Deborah M. Hussey Freeland, Ph.D., Esq.
Counsel

Deborah Freeland joined Loew Law Group in 2020.  Ms. Freeland earned her Ph.D. in Biophysics from Stanford University and her J.D. from Stanford Law School.  Her practice encompasses trust and estates litigation, as well as beneficiary and trustee counseling.

Ms. Freeland’s prior practice experience includes several years in the litigation department of an international Am Law 100 firm, as well as intellectual property litigation and counseling with a boutique law firm in the Silicon Valley.  Ms. Freeland has conducted quantitative research on the legal profession as a Research Fellow at the Stanford Center on the Legal Profession, and studied ethical issues in science and security at the Center for International Security and Cooperation at Stanford University’s Freeman Spogli Institute for International Studies.  Ms. Freeland’s research is both theoretical and empirical, engages a variety of substantive topics spanning legal ethics, art law, law and science, biochemistry, and polymer physics, and has been published in several prominent journals.  She has also enjoyed teaching and research as a professor of law, of chemistry, and of women’s studies. 

Ms. Freeland has been admitted to practice by the State Bar of California, as well as the United States Patent & Trademark Office.  She is fluent in Spanish. 

Selected publications in Law:

The Demand for Legal Education: Statistical Analyses of Long–Term Trends, D.M. Hussey Freeland, 65 Journal of Legal Education 164 (2015). 

Recovering the Lost Lawyer, D.M. Hussey Freeland, 2014 American Bar Association Journal of the Professional Lawyer 1. 

Speaking Science to Law, D.M. Hussey Freeland, 25 Georgetown International Environmental Law Review 289 (2013). 

What Is a Lawyer? A Reconstruction of the Lawyer As an Officer of the Court, D.M. Hussey Freeland, 31 St. Louis University Public Law Review 425 (2012). 

Maieusis Through a Gated Membrane: “Getting the Science Right” in Public Decisionmaking, D.M. Hussey Freeland, 26 Stanford Environmental Law Journal 373 (2007).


» PROBLEM STATEMENT: Keep every line of the data below that has the string "size" and present those lines.

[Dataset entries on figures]
--

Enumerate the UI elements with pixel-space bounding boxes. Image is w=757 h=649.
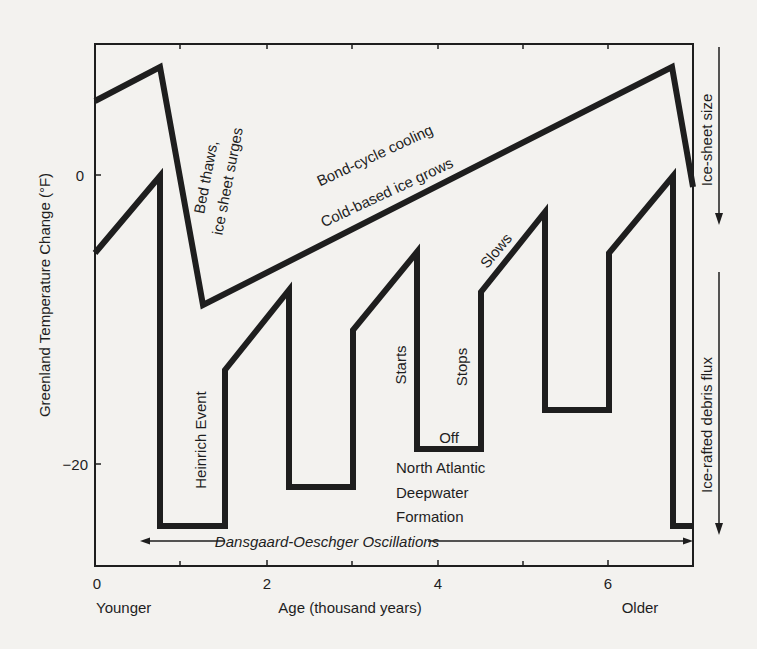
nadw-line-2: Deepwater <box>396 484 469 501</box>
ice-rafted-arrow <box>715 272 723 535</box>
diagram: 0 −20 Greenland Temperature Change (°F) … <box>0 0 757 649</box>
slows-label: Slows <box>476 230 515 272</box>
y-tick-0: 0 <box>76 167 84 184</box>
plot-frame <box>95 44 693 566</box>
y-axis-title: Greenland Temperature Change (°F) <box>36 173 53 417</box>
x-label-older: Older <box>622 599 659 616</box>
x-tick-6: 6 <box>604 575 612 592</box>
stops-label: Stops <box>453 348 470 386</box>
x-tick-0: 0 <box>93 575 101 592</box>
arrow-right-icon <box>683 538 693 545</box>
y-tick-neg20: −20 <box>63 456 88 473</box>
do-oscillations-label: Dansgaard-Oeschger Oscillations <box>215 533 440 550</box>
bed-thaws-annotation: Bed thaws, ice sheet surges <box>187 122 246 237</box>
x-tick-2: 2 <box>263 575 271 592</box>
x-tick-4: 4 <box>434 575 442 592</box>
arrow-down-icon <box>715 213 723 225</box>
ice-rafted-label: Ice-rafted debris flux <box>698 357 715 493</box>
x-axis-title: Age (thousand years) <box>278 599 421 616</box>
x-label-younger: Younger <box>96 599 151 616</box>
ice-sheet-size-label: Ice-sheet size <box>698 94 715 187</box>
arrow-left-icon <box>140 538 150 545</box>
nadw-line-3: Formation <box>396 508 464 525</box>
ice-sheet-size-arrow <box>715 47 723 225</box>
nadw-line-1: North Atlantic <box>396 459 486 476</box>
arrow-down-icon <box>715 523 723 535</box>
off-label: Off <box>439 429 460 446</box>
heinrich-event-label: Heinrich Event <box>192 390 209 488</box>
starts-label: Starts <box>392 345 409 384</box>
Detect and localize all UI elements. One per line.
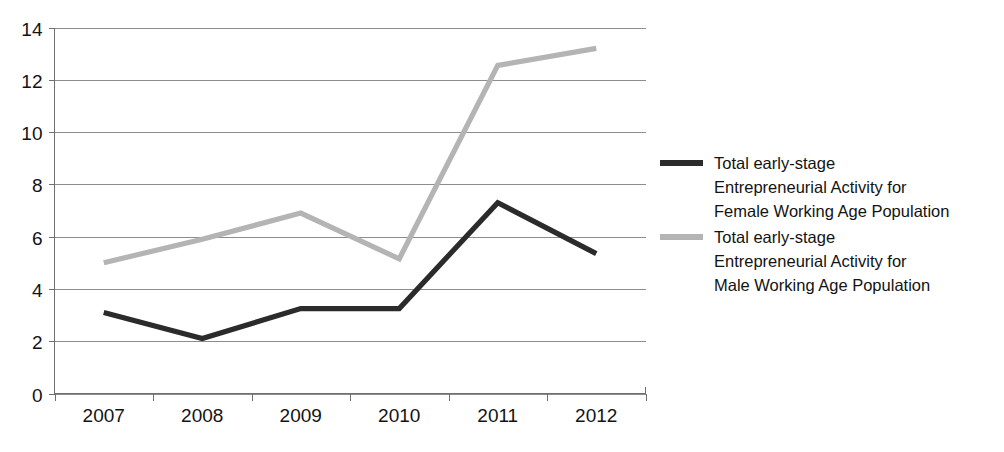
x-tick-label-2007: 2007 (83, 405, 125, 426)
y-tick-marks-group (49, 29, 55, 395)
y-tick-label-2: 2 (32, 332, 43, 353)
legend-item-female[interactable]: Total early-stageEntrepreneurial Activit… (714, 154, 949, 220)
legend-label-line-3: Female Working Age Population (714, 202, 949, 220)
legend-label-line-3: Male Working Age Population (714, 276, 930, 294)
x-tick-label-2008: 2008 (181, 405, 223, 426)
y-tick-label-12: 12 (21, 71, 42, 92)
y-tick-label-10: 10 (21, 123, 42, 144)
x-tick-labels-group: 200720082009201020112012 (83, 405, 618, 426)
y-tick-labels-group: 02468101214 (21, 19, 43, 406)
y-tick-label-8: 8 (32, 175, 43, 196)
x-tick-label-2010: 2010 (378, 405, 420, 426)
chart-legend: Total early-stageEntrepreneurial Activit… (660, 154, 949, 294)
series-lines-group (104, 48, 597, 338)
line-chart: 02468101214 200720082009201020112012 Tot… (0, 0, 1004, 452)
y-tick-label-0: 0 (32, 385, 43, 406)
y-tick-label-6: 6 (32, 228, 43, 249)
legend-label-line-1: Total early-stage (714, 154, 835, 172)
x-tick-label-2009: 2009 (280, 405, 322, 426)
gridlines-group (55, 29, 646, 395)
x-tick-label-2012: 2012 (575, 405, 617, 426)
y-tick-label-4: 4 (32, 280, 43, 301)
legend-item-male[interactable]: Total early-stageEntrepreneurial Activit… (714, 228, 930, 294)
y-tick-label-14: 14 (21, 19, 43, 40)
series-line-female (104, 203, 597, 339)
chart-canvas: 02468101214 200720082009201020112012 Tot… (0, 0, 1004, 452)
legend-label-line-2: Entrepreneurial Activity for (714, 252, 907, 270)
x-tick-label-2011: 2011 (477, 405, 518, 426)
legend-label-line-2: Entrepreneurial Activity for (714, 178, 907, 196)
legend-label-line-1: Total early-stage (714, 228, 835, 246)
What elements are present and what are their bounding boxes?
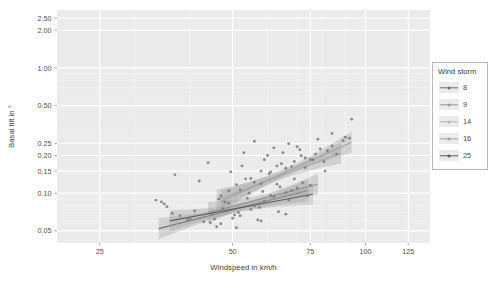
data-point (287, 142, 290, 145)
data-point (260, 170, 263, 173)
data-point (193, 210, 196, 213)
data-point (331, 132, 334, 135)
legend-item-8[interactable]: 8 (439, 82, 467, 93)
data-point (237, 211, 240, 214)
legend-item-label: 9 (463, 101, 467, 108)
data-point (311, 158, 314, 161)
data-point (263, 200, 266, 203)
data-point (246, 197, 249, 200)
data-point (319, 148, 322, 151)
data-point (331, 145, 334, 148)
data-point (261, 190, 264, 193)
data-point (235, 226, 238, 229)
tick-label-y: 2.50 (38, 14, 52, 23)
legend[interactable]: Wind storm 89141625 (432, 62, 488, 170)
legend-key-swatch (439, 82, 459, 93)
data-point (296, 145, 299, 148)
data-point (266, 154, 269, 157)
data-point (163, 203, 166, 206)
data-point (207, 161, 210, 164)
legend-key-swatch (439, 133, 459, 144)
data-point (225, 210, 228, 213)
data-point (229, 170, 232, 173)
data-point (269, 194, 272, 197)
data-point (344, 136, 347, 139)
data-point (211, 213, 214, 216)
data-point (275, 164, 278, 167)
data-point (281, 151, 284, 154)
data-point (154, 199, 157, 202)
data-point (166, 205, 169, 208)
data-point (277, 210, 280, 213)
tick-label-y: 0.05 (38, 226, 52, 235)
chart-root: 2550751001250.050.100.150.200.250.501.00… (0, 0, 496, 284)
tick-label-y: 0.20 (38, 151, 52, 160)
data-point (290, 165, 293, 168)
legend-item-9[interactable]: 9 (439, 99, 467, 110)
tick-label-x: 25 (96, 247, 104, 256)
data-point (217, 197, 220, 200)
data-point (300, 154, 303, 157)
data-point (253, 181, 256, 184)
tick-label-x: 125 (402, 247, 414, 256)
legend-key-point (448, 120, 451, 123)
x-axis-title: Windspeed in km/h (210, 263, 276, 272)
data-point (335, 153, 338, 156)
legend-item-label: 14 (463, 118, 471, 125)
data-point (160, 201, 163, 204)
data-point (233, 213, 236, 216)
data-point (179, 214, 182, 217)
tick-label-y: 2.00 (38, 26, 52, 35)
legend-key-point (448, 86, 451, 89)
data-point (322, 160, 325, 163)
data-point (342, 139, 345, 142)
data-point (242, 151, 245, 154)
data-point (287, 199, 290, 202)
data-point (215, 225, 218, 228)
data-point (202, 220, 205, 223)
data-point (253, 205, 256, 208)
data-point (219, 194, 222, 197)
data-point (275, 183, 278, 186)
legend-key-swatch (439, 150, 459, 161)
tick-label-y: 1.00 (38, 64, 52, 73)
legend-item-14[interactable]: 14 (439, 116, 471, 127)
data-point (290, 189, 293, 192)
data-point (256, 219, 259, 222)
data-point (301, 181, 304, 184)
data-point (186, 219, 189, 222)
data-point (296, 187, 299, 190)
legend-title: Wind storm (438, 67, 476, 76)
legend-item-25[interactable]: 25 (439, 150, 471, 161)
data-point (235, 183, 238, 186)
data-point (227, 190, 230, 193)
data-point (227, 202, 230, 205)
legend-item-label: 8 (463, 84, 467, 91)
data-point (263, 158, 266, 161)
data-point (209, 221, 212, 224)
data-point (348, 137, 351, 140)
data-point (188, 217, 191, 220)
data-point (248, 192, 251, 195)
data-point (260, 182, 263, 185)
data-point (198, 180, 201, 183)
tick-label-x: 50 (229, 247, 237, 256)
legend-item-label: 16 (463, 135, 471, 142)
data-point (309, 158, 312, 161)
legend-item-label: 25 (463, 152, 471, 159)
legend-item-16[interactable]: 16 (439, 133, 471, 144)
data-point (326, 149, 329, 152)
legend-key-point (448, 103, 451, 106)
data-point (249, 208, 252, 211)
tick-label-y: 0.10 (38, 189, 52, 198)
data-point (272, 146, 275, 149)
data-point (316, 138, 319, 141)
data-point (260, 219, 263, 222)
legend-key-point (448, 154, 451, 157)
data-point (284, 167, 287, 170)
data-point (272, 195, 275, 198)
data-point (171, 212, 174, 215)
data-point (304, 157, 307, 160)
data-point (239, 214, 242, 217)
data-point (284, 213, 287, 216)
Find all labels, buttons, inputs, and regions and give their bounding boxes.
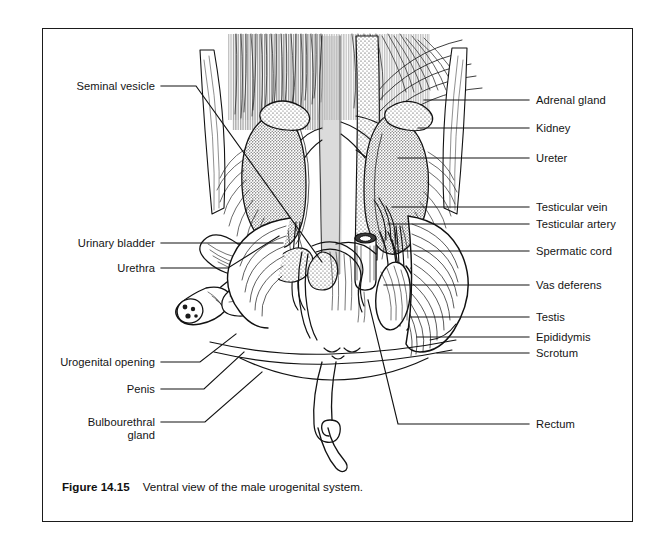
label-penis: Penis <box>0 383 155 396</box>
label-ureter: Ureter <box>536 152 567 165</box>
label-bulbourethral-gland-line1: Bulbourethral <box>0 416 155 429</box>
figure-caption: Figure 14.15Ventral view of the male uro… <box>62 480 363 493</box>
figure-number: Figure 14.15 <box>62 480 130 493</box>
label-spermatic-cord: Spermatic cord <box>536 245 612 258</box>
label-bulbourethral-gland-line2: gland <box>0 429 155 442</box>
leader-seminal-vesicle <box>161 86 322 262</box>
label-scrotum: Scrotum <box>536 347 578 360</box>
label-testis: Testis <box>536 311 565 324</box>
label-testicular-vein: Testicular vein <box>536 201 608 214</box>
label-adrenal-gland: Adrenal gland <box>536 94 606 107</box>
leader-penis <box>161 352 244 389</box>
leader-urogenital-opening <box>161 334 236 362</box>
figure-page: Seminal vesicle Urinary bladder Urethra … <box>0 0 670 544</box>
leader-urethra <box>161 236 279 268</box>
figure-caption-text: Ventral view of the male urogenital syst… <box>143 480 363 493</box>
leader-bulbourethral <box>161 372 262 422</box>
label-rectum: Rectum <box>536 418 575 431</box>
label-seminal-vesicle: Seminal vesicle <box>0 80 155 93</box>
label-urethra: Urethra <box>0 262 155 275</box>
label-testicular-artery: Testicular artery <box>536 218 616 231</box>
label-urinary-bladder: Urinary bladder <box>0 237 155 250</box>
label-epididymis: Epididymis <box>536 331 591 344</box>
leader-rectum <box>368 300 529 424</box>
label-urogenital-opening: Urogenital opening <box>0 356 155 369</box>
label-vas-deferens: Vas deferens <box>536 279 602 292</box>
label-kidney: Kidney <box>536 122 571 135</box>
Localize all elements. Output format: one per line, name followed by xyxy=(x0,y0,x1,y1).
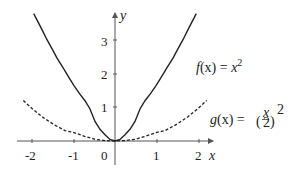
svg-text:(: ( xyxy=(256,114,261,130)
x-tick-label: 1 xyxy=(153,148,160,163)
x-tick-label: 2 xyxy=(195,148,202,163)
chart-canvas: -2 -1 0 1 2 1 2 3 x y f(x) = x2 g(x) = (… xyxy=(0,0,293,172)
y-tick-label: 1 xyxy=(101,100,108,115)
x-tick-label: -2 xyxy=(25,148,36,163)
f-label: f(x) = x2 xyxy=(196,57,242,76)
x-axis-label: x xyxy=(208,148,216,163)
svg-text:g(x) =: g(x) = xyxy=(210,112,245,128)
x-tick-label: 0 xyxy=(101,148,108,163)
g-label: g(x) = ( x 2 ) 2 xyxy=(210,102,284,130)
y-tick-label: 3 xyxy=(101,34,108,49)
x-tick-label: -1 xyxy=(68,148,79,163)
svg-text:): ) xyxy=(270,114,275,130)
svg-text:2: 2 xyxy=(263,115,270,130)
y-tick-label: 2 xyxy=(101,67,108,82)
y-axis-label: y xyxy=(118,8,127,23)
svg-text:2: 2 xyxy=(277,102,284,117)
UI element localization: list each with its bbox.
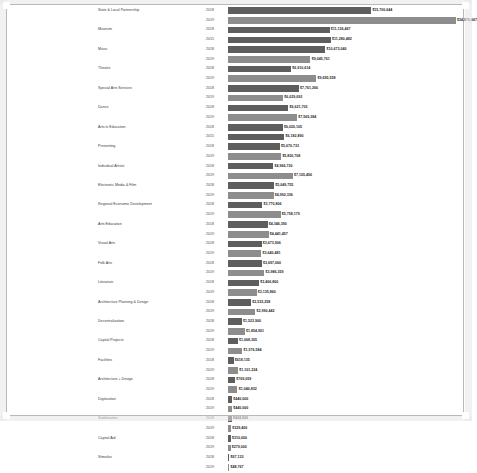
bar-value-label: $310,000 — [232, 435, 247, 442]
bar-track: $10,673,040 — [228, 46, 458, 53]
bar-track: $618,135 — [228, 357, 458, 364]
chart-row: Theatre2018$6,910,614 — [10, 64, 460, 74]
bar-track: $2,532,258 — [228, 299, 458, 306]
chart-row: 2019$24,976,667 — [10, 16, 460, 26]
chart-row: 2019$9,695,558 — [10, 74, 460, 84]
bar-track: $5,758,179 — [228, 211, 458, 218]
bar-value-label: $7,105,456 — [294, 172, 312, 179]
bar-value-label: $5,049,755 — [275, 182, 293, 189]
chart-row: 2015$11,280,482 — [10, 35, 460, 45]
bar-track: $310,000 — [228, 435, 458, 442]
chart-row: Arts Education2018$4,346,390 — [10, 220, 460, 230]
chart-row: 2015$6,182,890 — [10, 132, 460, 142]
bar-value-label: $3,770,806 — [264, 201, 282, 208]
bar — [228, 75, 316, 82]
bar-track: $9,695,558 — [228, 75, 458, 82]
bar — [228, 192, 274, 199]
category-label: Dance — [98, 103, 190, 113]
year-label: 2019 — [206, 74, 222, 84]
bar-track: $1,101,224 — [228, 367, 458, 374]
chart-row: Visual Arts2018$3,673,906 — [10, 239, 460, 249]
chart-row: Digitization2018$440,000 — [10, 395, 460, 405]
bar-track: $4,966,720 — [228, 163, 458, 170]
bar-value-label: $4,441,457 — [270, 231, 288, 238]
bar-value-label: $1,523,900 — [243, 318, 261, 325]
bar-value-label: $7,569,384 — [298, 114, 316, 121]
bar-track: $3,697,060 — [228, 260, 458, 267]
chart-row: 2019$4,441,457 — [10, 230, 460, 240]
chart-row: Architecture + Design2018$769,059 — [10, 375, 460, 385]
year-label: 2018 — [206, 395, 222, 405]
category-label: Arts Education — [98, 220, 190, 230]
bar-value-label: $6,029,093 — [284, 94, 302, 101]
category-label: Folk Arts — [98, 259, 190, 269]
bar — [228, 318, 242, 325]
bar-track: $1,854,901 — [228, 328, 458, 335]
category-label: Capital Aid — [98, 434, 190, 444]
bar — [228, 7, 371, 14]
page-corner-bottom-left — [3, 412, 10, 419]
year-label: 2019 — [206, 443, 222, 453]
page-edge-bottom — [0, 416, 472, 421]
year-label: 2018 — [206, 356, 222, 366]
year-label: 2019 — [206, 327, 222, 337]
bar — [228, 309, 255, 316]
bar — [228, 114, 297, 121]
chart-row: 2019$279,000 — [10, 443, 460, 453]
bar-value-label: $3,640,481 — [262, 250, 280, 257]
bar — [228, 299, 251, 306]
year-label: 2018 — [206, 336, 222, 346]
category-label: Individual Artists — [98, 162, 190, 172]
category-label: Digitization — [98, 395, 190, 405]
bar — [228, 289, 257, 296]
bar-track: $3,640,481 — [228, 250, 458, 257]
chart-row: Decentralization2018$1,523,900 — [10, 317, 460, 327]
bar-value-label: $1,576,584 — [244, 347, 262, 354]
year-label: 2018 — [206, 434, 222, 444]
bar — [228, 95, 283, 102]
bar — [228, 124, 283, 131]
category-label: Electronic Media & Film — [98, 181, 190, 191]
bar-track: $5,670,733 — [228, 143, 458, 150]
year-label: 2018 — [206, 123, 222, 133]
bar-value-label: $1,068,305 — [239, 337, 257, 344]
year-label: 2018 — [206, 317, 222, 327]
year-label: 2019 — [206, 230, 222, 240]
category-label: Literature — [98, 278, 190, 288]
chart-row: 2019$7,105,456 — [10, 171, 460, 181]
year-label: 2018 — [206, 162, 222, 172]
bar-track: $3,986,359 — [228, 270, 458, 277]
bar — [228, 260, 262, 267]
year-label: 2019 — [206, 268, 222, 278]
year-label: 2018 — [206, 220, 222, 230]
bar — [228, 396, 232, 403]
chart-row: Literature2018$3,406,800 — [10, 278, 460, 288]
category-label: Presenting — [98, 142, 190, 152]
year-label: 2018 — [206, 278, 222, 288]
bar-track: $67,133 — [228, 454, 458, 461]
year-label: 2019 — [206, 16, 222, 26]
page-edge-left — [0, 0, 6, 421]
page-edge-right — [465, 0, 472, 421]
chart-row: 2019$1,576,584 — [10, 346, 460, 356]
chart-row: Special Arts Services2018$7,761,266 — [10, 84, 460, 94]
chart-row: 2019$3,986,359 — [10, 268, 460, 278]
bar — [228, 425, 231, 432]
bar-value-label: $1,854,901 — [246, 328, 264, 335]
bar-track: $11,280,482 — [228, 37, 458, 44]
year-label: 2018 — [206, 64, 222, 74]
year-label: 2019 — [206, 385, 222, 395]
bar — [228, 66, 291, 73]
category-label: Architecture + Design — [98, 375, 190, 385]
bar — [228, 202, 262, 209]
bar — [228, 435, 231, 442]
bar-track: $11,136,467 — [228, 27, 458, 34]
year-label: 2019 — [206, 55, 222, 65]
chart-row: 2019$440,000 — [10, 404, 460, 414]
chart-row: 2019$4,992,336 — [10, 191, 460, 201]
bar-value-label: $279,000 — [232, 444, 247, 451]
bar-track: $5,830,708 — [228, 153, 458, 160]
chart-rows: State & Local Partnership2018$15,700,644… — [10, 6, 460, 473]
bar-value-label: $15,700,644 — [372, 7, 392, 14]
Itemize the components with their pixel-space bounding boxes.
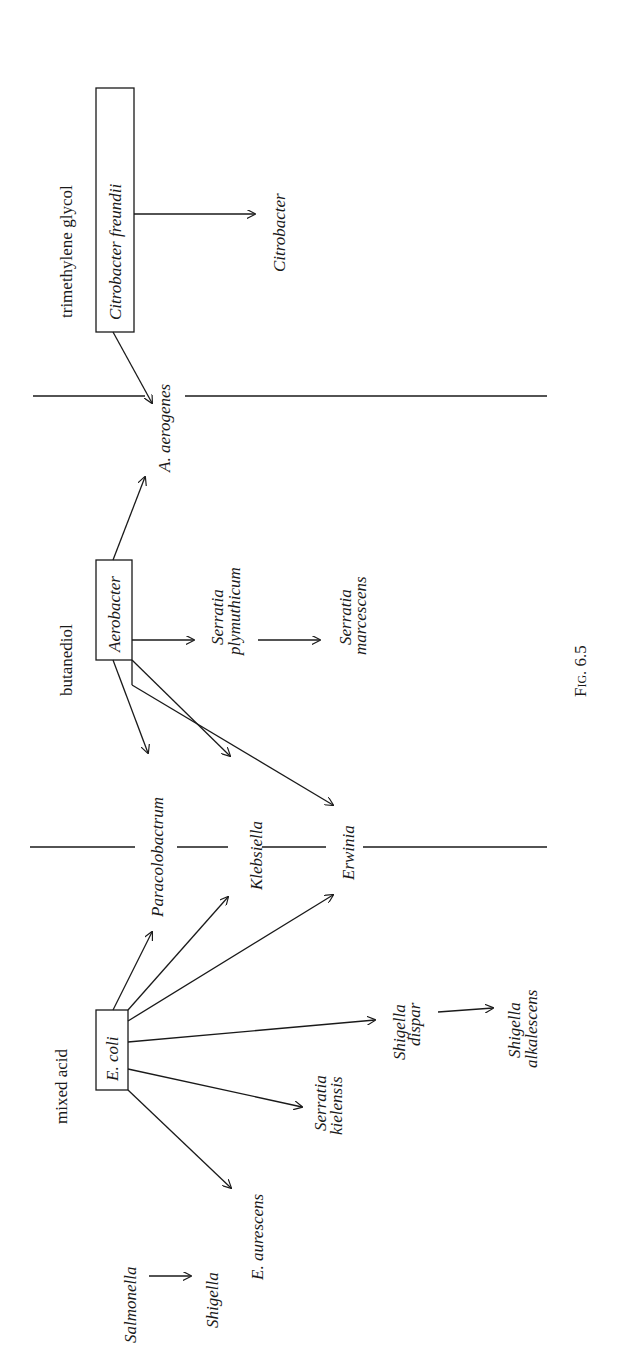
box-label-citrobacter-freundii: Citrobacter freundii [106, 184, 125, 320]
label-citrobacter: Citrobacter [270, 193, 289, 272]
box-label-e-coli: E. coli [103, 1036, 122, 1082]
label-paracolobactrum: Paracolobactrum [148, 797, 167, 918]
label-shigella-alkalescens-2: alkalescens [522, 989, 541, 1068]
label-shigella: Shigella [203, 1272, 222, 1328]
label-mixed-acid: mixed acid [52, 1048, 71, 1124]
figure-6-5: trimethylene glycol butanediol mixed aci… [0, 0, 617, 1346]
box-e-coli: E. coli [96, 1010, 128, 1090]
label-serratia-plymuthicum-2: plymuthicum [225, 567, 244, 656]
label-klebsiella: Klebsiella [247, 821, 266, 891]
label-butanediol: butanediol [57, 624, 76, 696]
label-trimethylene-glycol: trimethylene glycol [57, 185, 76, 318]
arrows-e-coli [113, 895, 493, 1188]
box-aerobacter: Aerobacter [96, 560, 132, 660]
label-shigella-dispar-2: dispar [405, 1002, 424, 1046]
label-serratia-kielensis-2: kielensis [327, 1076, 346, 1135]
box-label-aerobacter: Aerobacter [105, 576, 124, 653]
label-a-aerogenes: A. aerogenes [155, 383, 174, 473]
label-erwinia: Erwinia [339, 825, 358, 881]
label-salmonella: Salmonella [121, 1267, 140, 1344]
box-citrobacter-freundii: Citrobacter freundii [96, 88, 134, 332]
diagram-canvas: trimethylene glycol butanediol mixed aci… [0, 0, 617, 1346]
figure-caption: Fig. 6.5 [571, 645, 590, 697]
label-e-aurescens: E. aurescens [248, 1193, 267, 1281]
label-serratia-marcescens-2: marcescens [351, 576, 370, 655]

--

» TASK SOLUTION:
ice-sheet-size-label: Ice-sheet size <box>698 94 715 187</box>
ice-sheet-size-arrow <box>715 47 723 225</box>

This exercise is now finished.